Any of the proposed problems that containerization was supposed to fix are already fixed by using proper configuration management. In almost all cases so far, people yammering on about docker and containers (and CoreOS), it ended up being their idea of configuration management, because they didn't have any in the first place.

Say you want to fix your 'problems' with setting up servers, how about doing it the right way. You will need deployment services, regardless of containers, VMs or bare metal. You will also need configuration management services, and monitoring. Containers and special distributions solve none of it, knowledge to run systems is still required and not actually fixing your problems and layering stuff on top of it doesn't actually help.

Get something like SaltStack or Chef, and configure the out of everything. It doesn't care what you're running on, and actually solves the problems that need fixing.

[+] nathan_f77|9 years ago|reply
I've spun up a lot of kubernetes clusters to test it out. A few months ago I also tested out Flynn, Deis, Deis Workflow, Openstack, and a lot of other options. I still haven't found a simple bootstrap script that gets everything set up on AWS and lets me simply deploy my application. And it's true that storage still seems to be an unsolved problem with kubernetes.

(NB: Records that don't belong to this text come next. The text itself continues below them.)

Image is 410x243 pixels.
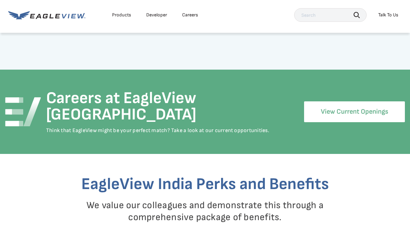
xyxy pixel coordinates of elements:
div: Talk To Us [378,12,398,18]
img: logo-mark-white.svg [5,97,41,127]
a: View Current Openings [304,101,404,122]
p: Think that EagleView might be your perfect match? Take a look at our current opportunities. [46,128,292,133]
div: Careers [182,12,198,18]
h3: Careers at EagleView [GEOGRAPHIC_DATA] [46,90,292,123]
div: Products [112,12,131,18]
a: Developer [146,12,167,18]
p: We value our colleagues and demonstrate this through a comprehensive package of benefits. [77,199,333,223]
h3: EagleView India Perks and Benefits [5,174,404,194]
input: Search [294,8,366,22]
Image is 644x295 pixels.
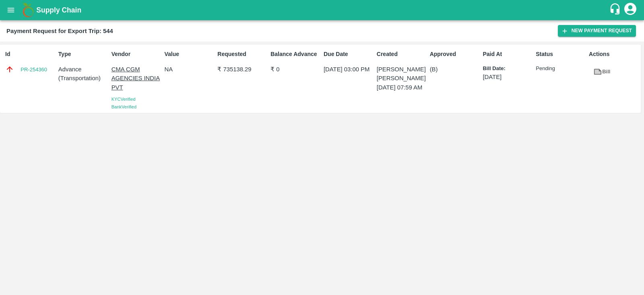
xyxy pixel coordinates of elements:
[112,65,161,92] p: CMA CGM AGENCIES INDIA PVT
[112,104,137,109] span: Bank Verified
[609,3,624,17] div: customer-support
[559,25,636,37] button: New Payment Request
[324,65,374,74] p: [DATE] 03:00 PM
[5,50,56,58] p: Id
[430,65,480,74] p: (B)
[536,50,586,58] p: Status
[536,65,586,73] p: Pending
[7,28,114,34] b: Payment Request for Export Trip: 544
[430,50,480,58] p: Approved
[218,65,267,74] p: ₹ 735138.29
[20,66,47,74] a: PR-254360
[164,50,214,58] p: Value
[58,74,108,83] p: ( Transportation )
[20,2,36,18] img: logo
[324,50,374,58] p: Due Date
[377,50,427,58] p: Created
[483,73,533,81] p: [DATE]
[483,50,533,58] p: Paid At
[112,50,161,58] p: Vendor
[589,65,615,79] a: Bill
[624,2,638,19] div: account of current user
[164,65,214,74] p: NA
[377,83,427,92] p: [DATE] 07:59 AM
[377,65,427,83] p: [PERSON_NAME] [PERSON_NAME]
[58,50,108,58] p: Type
[483,65,533,73] p: Bill Date:
[271,65,320,74] p: ₹ 0
[36,6,81,15] b: Supply Chain
[2,1,20,20] button: open drawer
[112,97,136,102] span: KYC Verified
[218,50,267,58] p: Requested
[271,50,320,58] p: Balance Advance
[589,50,639,58] p: Actions
[58,65,108,74] p: Advance
[36,4,609,15] a: Supply Chain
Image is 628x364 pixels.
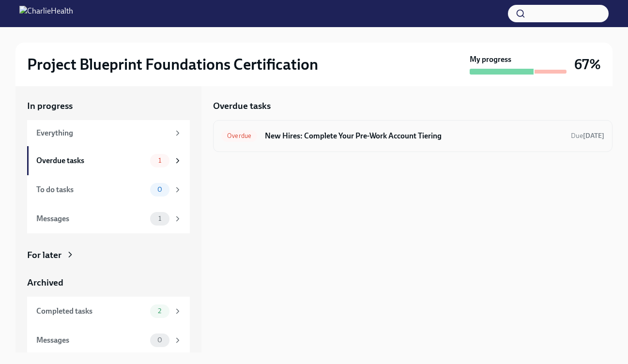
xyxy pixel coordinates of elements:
[152,157,167,164] span: 1
[152,308,167,315] span: 2
[36,214,146,224] div: Messages
[27,249,62,262] div: For later
[27,326,190,355] a: Messages0
[36,155,146,166] div: Overdue tasks
[470,54,511,65] strong: My progress
[571,132,604,140] span: Due
[19,6,73,21] img: CharlieHealth
[221,128,604,144] a: OverdueNew Hires: Complete Your Pre-Work Account TieringDue[DATE]
[574,56,601,73] h3: 67%
[152,336,168,344] span: 0
[36,306,146,317] div: Completed tasks
[583,132,604,140] strong: [DATE]
[265,131,563,142] h6: New Hires: Complete Your Pre-Work Account Tiering
[27,120,190,146] a: Everything
[152,186,168,193] span: 0
[27,249,190,262] a: For later
[152,215,167,222] span: 1
[27,146,190,175] a: Overdue tasks1
[36,185,146,195] div: To do tasks
[213,99,270,112] h5: Overdue tasks
[27,205,190,233] a: Messages1
[36,335,146,345] div: Messages
[36,128,170,139] div: Everything
[27,99,190,112] a: In progress
[27,276,190,289] a: Archived
[27,297,190,326] a: Completed tasks2
[221,132,257,139] span: Overdue
[27,54,318,74] h2: Project Blueprint Foundations Certification
[27,175,190,205] a: To do tasks0
[571,131,604,140] span: September 15th, 2025 09:00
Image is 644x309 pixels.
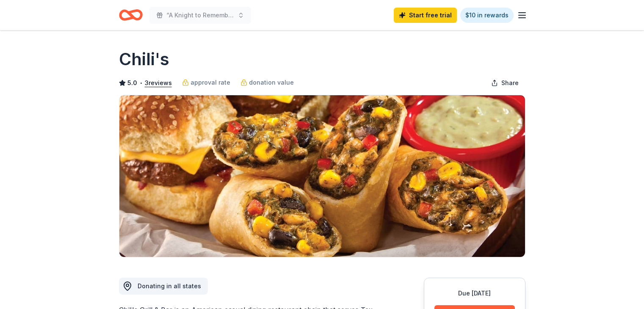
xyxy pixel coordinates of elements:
span: Share [501,78,519,88]
span: approval rate [191,77,231,88]
button: Share [485,74,525,92]
a: approval rate [182,77,231,88]
button: “A Knight to Remember” [149,7,251,23]
a: Home [119,5,143,25]
span: • [139,80,142,87]
span: “A Knight to Remember” [166,10,234,20]
img: Image for Chili's [120,95,525,257]
span: Donating in all states [138,282,201,290]
span: donation value [249,77,294,88]
div: Due [DATE] [435,289,515,299]
a: Start free trial [394,8,457,23]
button: 3reviews [145,78,172,88]
a: $10 in rewards [460,8,513,23]
h1: Chili's [119,48,170,71]
a: donation value [241,77,294,88]
span: 5.0 [127,78,138,88]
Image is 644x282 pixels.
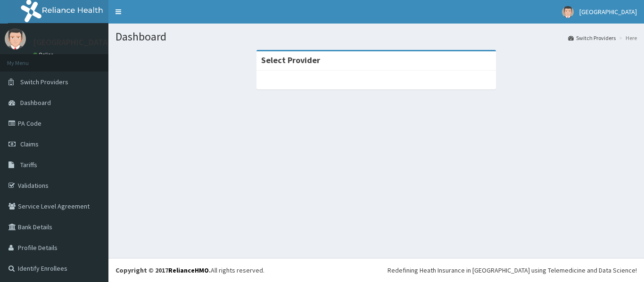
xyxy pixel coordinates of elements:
a: Switch Providers [568,34,616,42]
footer: All rights reserved. [108,258,644,282]
span: Dashboard [20,98,51,107]
span: Switch Providers [20,78,68,86]
div: Redefining Heath Insurance in [GEOGRAPHIC_DATA] using Telemedicine and Data Science! [388,266,637,275]
img: User Image [4,28,26,49]
span: Claims [20,140,38,148]
span: Tariffs [20,161,38,169]
a: RelianceHMO [168,266,209,275]
strong: Copyright © 2017 . [116,266,211,275]
li: Here [617,34,637,42]
img: User Image [562,6,574,18]
p: [GEOGRAPHIC_DATA] [33,38,111,46]
a: Online [33,51,56,58]
span: [GEOGRAPHIC_DATA] [580,7,637,16]
h1: Dashboard [116,30,637,43]
strong: Select Provider [262,54,320,65]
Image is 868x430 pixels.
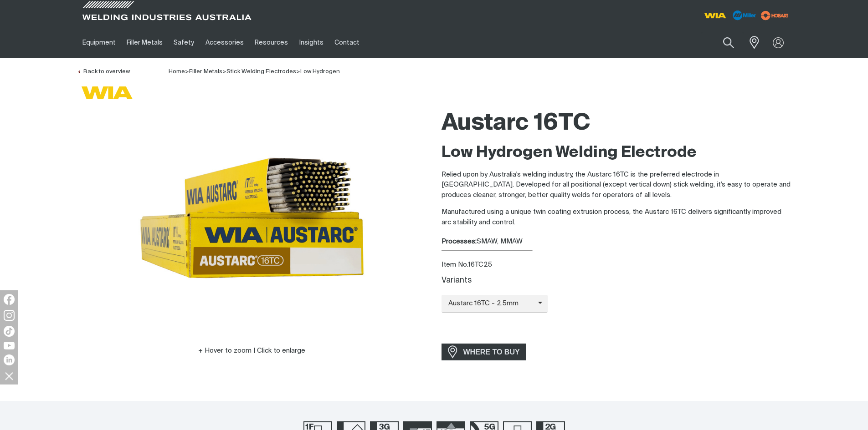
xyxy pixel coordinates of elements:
p: Relied upon by Australia's welding industry, the Austarc 16TC is the preferred electrode in [GEOG... [442,170,791,201]
img: miller [758,8,791,22]
h1: Austarc 16TC [442,108,791,139]
span: Home [169,69,185,74]
img: hide socials [1,369,17,384]
span: > [222,69,226,74]
a: Back to overview of Low Hydrogen [77,69,130,74]
a: Filler Metals [189,69,222,74]
a: Insights [294,27,328,58]
nav: Main [77,27,613,58]
div: SMAW, MMAW [442,237,791,247]
a: Equipment [77,27,121,58]
span: Austarc 16TC - 2.5mm [442,299,538,309]
a: WHERE TO BUY [442,344,527,361]
span: > [185,69,189,74]
img: Instagram [4,310,14,321]
a: Stick Welding Electrodes [226,69,296,74]
button: Hover to zoom | Click to enlarge [193,346,311,356]
a: Resources [249,27,294,58]
img: YouTube [4,342,14,350]
span: > [296,69,300,74]
img: TikTok [4,326,14,337]
img: LinkedIn [4,355,14,365]
a: Accessories [200,27,249,58]
p: Manufactured using a unique twin coating extrusion process, the Austarc 16TC delivers significant... [442,207,791,227]
strong: Processes: [442,238,477,245]
img: Facebook [4,294,14,305]
a: Contact [329,27,365,58]
div: Item No. 16TC25 [442,260,791,271]
h2: Low Hydrogen Welding Electrode [442,143,791,163]
button: Search products [713,32,744,53]
input: Product name or item number... [701,32,744,53]
label: Variants [442,276,472,284]
a: Home [169,68,185,74]
a: Filler Metals [121,27,168,58]
span: WHERE TO BUY [457,345,526,359]
img: Austarc 16TC [138,105,366,332]
a: Safety [168,27,200,58]
a: Low Hydrogen [300,69,340,74]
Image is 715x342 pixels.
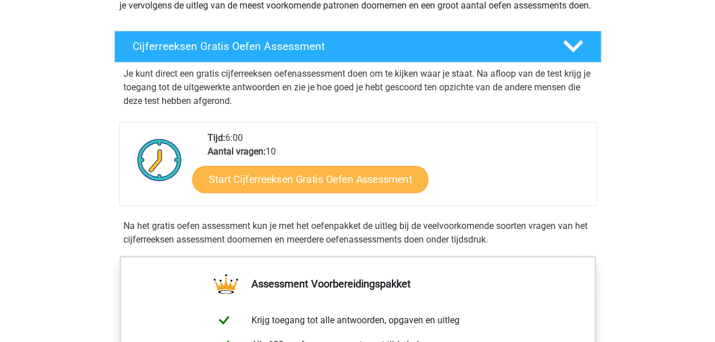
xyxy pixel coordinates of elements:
[123,67,592,108] p: Je kunt direct een gratis cijferreeksen oefenassessment doen om te kijken waar je staat. Na afloo...
[119,220,597,247] div: Na het gratis oefen assessment kun je met het oefenpakket de uitleg bij de veelvoorkomende soorte...
[208,133,225,143] b: Tijd:
[133,40,544,53] h4: Cijferreeksen Gratis Oefen Assessment
[199,131,595,205] div: 6:00 10
[110,31,606,63] a: Cijferreeksen Gratis Oefen Assessment
[192,165,428,193] a: Start Cijferreeksen Gratis Oefen Assessment
[208,146,266,157] b: Aantal vragen:
[131,131,188,188] img: Klok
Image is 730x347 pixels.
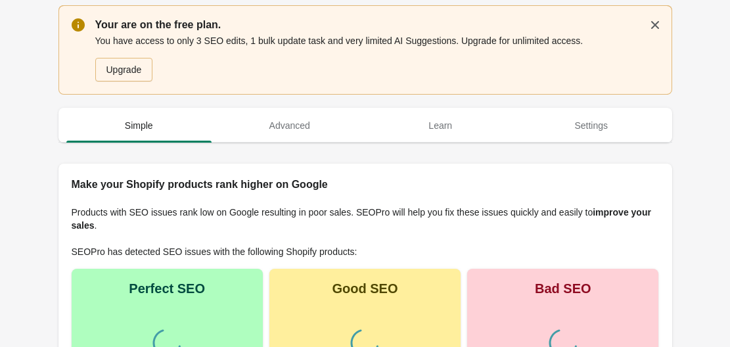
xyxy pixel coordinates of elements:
div: Upgrade [106,64,142,75]
span: Simple [66,114,212,137]
button: Simple [64,108,215,143]
button: Advanced [214,108,365,143]
button: Settings [516,108,667,143]
a: Upgrade [95,58,153,81]
b: improve your sales [72,207,651,231]
div: Perfect SEO [129,282,205,295]
button: Learn [365,108,516,143]
span: Advanced [217,114,363,137]
span: Settings [518,114,664,137]
span: Learn [368,114,514,137]
p: Products with SEO issues rank low on Google resulting in poor sales. SEOPro will help you fix the... [72,206,659,232]
div: Good SEO [332,282,398,295]
div: Bad SEO [535,282,591,295]
h2: Make your Shopify products rank higher on Google [72,177,659,193]
div: You have access to only 3 SEO edits, 1 bulk update task and very limited AI Suggestions. Upgrade ... [95,33,659,83]
p: SEOPro has detected SEO issues with the following Shopify products: [72,245,659,258]
p: Your are on the free plan. [95,17,659,33]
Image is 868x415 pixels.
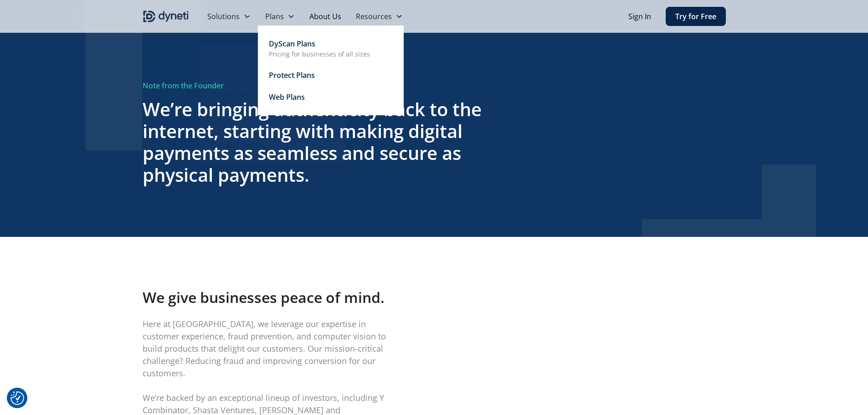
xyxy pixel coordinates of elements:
p: Pricing for businesses of all sizes [269,49,370,59]
div: Solutions [200,8,258,26]
a: home [142,9,189,24]
img: Revisit consent button [11,391,24,405]
p: Market-leading SDK card Scanner [211,69,314,78]
a: DyScan for RetailStop Checkout Abandonment [211,87,335,111]
a: Try for Free [666,7,726,26]
div: Resources [356,11,392,22]
div: Note from the Founder [142,80,492,91]
div: Plans [258,8,302,26]
div: Request Demo [211,139,262,151]
div: DyScan Plans [269,38,315,49]
a: DyScan PlansPricing for businesses of all sizes [269,37,393,61]
a: DyScanMarket-leading SDK card Scanner [211,56,335,80]
a: Protect Plans [269,68,393,82]
a: Web Plans [269,90,393,104]
nav: Plans [258,26,404,115]
button: Consent Preferences [11,391,24,405]
img: Dyneti indigo logo [142,9,189,24]
h4: We give businesses peace of mind. [142,288,398,308]
div: MORE [211,122,335,130]
div: DyScan for Retail [211,89,270,100]
nav: Solutions [200,45,345,163]
a: Sign In [628,11,651,22]
div: DyScan [211,57,237,69]
div: Web Plans [269,91,305,103]
a: Request Demo [211,138,335,152]
p: Stop Checkout Abandonment [211,100,300,110]
div: Protect Plans [269,70,315,81]
div: Plans [265,11,284,22]
div: Solutions [207,11,240,22]
h3: We’re bringing authenticity back to the internet, starting with making digital payments as seamle... [142,98,492,186]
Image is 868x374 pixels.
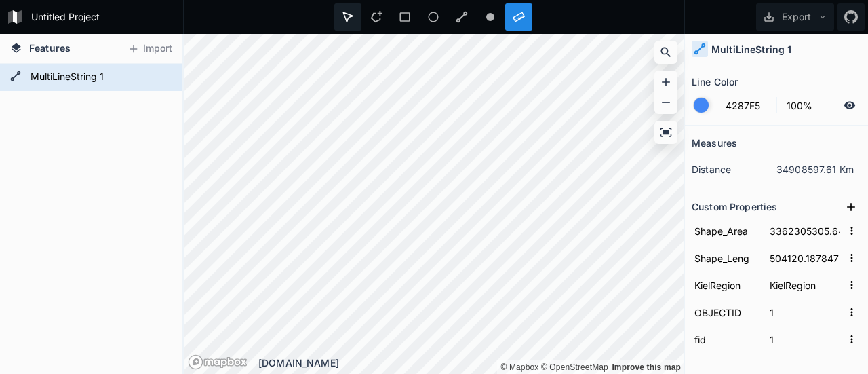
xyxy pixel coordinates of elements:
[188,354,247,369] a: Mapbox logo
[692,248,760,268] input: Name
[711,42,792,56] h4: MultiLineString 1
[692,302,760,322] input: Name
[692,132,737,153] h2: Measures
[692,71,738,92] h2: Line Color
[777,162,861,176] dd: 34908597.61 Km
[121,38,179,59] button: Import
[612,362,681,372] a: Map feedback
[767,220,842,240] input: Empty
[541,362,608,372] a: OpenStreetMap
[767,329,842,349] input: Empty
[692,329,760,349] input: Name
[692,162,777,176] dt: distance
[767,302,842,322] input: Empty
[692,275,760,295] input: Name
[258,355,684,369] div: [DOMAIN_NAME]
[767,248,842,268] input: Empty
[756,3,834,30] button: Export
[29,41,70,55] span: Features
[692,196,777,217] h2: Custom Properties
[767,275,842,295] input: Empty
[692,220,760,240] input: Name
[500,362,539,372] a: Mapbox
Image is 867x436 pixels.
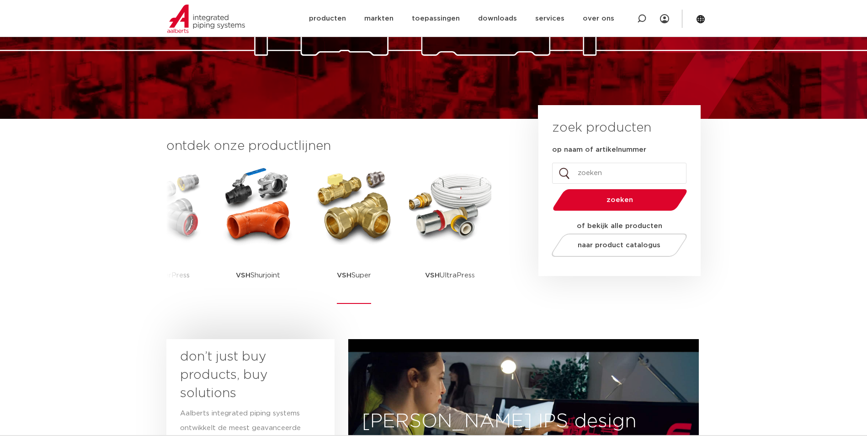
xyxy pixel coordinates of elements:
h3: zoek producten [552,119,652,137]
p: Super [337,247,371,304]
strong: VSH [425,272,440,279]
p: UltraPress [425,247,475,304]
input: zoeken [552,163,687,184]
span: zoeken [577,197,664,203]
a: VSHShurjoint [217,165,300,304]
h3: ontdek onze productlijnen [166,137,508,155]
strong: VSH [236,272,251,279]
h3: don’t just buy products, buy solutions [180,348,305,403]
a: VSHUltraPress [409,165,492,304]
button: zoeken [549,188,691,212]
p: Shurjoint [236,247,280,304]
a: naar product catalogus [549,234,690,257]
label: op naam of artikelnummer [552,145,647,155]
a: VSHSuper [313,165,396,304]
strong: of bekijk alle producten [577,223,663,230]
span: naar product catalogus [578,242,661,249]
strong: VSH [337,272,352,279]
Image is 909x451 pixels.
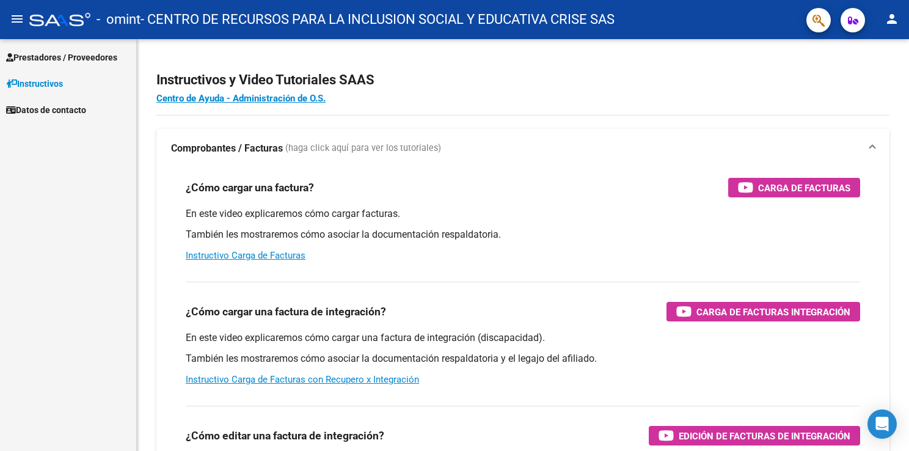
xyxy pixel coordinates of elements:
[186,374,419,385] a: Instructivo Carga de Facturas con Recupero x Integración
[867,409,897,439] div: Open Intercom Messenger
[10,12,24,26] mat-icon: menu
[186,179,314,196] h3: ¿Cómo cargar una factura?
[186,207,860,220] p: En este video explicaremos cómo cargar facturas.
[285,142,441,155] span: (haga click aquí para ver los tutoriales)
[6,103,86,117] span: Datos de contacto
[649,426,860,445] button: Edición de Facturas de integración
[171,142,283,155] strong: Comprobantes / Facturas
[666,302,860,321] button: Carga de Facturas Integración
[186,427,384,444] h3: ¿Cómo editar una factura de integración?
[696,304,850,319] span: Carga de Facturas Integración
[156,68,889,92] h2: Instructivos y Video Tutoriales SAAS
[679,428,850,443] span: Edición de Facturas de integración
[728,178,860,197] button: Carga de Facturas
[186,352,860,365] p: También les mostraremos cómo asociar la documentación respaldatoria y el legajo del afiliado.
[758,180,850,195] span: Carga de Facturas
[186,331,860,344] p: En este video explicaremos cómo cargar una factura de integración (discapacidad).
[884,12,899,26] mat-icon: person
[186,250,305,261] a: Instructivo Carga de Facturas
[156,129,889,168] mat-expansion-panel-header: Comprobantes / Facturas (haga click aquí para ver los tutoriales)
[97,6,140,33] span: - omint
[6,51,117,64] span: Prestadores / Proveedores
[140,6,614,33] span: - CENTRO DE RECURSOS PARA LA INCLUSION SOCIAL Y EDUCATIVA CRISE SAS
[186,303,386,320] h3: ¿Cómo cargar una factura de integración?
[156,93,326,104] a: Centro de Ayuda - Administración de O.S.
[6,77,63,90] span: Instructivos
[186,228,860,241] p: También les mostraremos cómo asociar la documentación respaldatoria.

Heroku is great, and free for small services. On the other hand, a highly-available kubernetes cluster is going to set you back at least $100 per month, which is just too much for small startups and side projects before they take off.

I think I'm going to forget everything and head towards http://serverless.com/. No Heroku, no Docker, no micro-services, no servers. Just everything running on AWS Lambda and DynamoDB. And everything static in S3 behind Cloudfront.

Or maybe just Firebase. But I really am tired of managing servers.

[+] numbsafari|9 years ago|reply
So, why not ditch AWS and use GCP? Kubernetes cluster setup in one command, or use AppEngine.

Maybe the problem is AWS.

[+] nzoschke|9 years ago|reply
Take a look at Convox for setting up AWS then getting out of the way. It's open source and free aside from the base AWS costs.

Disclaimer: I work at Convox.

[+] jakozaur|9 years ago|reply
Thumb rule: Divide number of backend engineers by 5 you get optimal number of micro-services.
[+] degenerate|9 years ago|reply
I got 0.2

Should I round up or down?

[+] lopatin|9 years ago|reply
I got a genuine laugh out of this quote "Yeah, BDSM. It’s San Francisco. Everyone’s into distributed systems and BDSM.".
[+] bbctol|9 years ago|reply
Thought it was a joke, then quickly googled Aphyr's blog...
[+] Maro|9 years ago|reply
The OP should have snuck a joke in there about The Armory :)
[+] eddd|9 years ago|reply
Making sort of funny articles about Docker doesn't change the fact that circleci's support for docker is horrible. I don't use it on prod (and I probably won't) but since circleci forces me to use ubuntu 12.04 which is not something I use on prod I want a docker container which looks like my production host. Having said that - circle really tries to support docker, but It doesn't.

I have to use ECS for caching (I am not happy about it)

Builds might fail due to the custom docker version/compilation

You can mock docker, but people are using it in one way or another and you should support it properly.